I don't have a horse in this race. The process of customizing one of my cars is a process of trial and error. I have been through 4-5 different exhaust systems, 5 different intakes, two different rear motor mounts, etc. etc. etc. I want what I want, how I want it, and I acknowledge that there is no "one size fits all". I will post my personal experience with a 2j intake and their "support" below. The TL;DR would be - you get what you pay for, and every tool has it's job. Beyond that, it saddens me to see all the mud slinging and impotent, infantile prattling and accusations bandied about. Grow up and use your words like the grownups you are.
My personal experience
I liked the sound, intake temps were cooler. After I received the part, I called and emailed 2jr to ask if there were any sort of instructions. Never received the slightest response. After installing based on patched together forum posts and youtube videos, the routing of the lines for my 2017 were still a mystery as I believe I was an early adopter. No matter how I tried to route the intake and seat the filter, it always squeaked and buzzed. Tried again to call and email. No responses. Then I started getting check engine lights. I emailed, and tried to call to see if it was normal, or if I should try to do something. Spoke to a lady at their phone number - she didn't know, said she'd have someone call me back. Nobody ever did. I removed the intake because the buzzing and squeaking made me uncomfortable, each squeak or buzz was a "wear" point, and I didn't want to have to worry about rubbing through something important or rubbing through the intake and introducing dirty air or metal shavings, so I took the 2j off. I tried one last time to email and call, with no responses. When I recently moved, I threw the spare cowl I had ordered and the 2j intake into the trash. I would rather they charge twice as much and provide some semblance of installation instructions and support, because the experience turned me off of the company completely. I am not a cost sensitive person, the couple hundred dollars I spent on the intake were inconsequential to me - but I am a *value* sensitive person, and there was no value to what I spent. Teenager me would have been stoked on the sounds of the 2j intake, but adult me has to look at how poorly it fit and how poorly it was supported, and acknowledge that teenager me was a dumbass.
My opinion
The product would install easier and fit better if they split it in half with a silicone joiner in the middle, or simply retooled to make the pipe section out of silicone hose instead, so it wasn't buzzing against the car. I guess it's fine for a race car, and they advertise it as such, but for a normal, every day car - it's a poorly supported, ill-fitting piece of kit that one should think long and hard before purchasing. You get what you pay for most of the time, and in this case what you get is maybe not the best quality in the world. Every tool has a purpose - the 2j intake is probably great for track use and appears to be what it's intended for. Putting the 2j onto a daily driver is kinda like using a screwdriver as a hammer - it'll probably work but it's not the ideal tool for the job.
Food for thought
Personally, I take umbrage with the lack of responses and support from the vendor, but then again the intake is super cheap, so I guess I got what I pay for. I'm used to a much higher grade of customer service with products I purchase, but I also generally pay a lot more. I wouldn't say don't buy it, or do buy it, but I would say - research it, talk to some people that have owned it for a while (so the honeymoon is over) and form an opinion from that. Don't purchase *anything* while you are lusting for it - that's like going grocery shopping while hungry - just a general bad idea. They desperately need a factory "how to install this thing" guide or video. Like, today, if they are going to sell it to the public, because some of the stuff you can fuck up while installing it is expensive and potentially catastrophic (straining the harness/plug on the sensor behind the engine that the pipe rubs on if you aren't careful and unplug it first).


▶ _About this exercise_
Looking at the records below, please work out how many lines contain the word "left" and give the number alone.

_____

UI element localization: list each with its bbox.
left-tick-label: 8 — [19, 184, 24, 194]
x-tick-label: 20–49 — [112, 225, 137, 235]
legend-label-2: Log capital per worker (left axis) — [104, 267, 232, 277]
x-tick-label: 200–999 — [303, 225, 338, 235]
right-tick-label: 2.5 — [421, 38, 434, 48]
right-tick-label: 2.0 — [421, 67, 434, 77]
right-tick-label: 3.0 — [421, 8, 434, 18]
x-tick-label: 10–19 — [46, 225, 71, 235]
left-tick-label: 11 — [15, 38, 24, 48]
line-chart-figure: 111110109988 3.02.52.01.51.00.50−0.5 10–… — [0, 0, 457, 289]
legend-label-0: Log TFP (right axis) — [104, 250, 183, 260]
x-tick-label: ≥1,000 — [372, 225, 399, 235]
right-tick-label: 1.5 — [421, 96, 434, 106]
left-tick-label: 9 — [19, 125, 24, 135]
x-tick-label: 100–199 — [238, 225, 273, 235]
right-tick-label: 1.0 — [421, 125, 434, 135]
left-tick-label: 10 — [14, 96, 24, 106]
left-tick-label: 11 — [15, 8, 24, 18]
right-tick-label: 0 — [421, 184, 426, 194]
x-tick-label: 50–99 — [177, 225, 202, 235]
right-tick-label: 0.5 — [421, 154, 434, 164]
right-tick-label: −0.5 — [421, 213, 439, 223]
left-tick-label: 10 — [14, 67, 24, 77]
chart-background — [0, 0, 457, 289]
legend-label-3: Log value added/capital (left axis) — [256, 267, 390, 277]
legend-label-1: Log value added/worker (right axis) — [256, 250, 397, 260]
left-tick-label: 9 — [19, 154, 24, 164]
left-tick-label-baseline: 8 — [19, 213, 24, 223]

_____

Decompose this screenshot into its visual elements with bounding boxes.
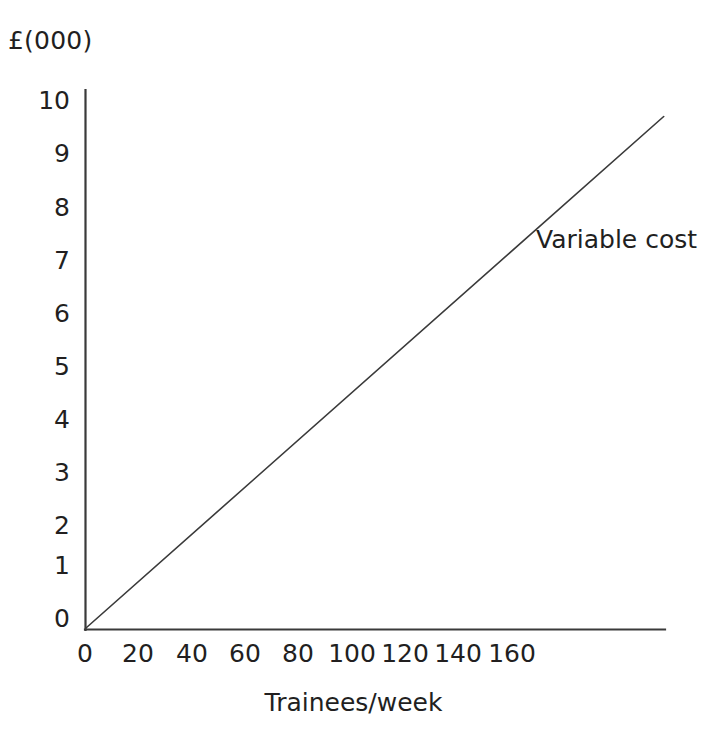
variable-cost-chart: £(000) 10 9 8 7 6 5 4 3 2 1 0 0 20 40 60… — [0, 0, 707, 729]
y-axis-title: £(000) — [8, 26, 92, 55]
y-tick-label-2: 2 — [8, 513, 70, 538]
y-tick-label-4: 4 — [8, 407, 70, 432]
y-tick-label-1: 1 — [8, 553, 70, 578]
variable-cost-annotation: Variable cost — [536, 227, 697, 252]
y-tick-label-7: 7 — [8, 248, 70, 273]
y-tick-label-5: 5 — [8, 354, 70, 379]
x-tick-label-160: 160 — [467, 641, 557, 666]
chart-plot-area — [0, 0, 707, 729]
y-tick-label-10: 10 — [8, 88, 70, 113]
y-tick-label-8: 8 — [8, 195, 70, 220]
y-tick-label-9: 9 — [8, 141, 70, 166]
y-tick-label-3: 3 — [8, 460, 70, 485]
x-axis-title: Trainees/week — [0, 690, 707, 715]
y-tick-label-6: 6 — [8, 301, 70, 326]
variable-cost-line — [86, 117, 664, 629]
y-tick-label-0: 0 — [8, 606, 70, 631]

_____

▶ _Answer below_
10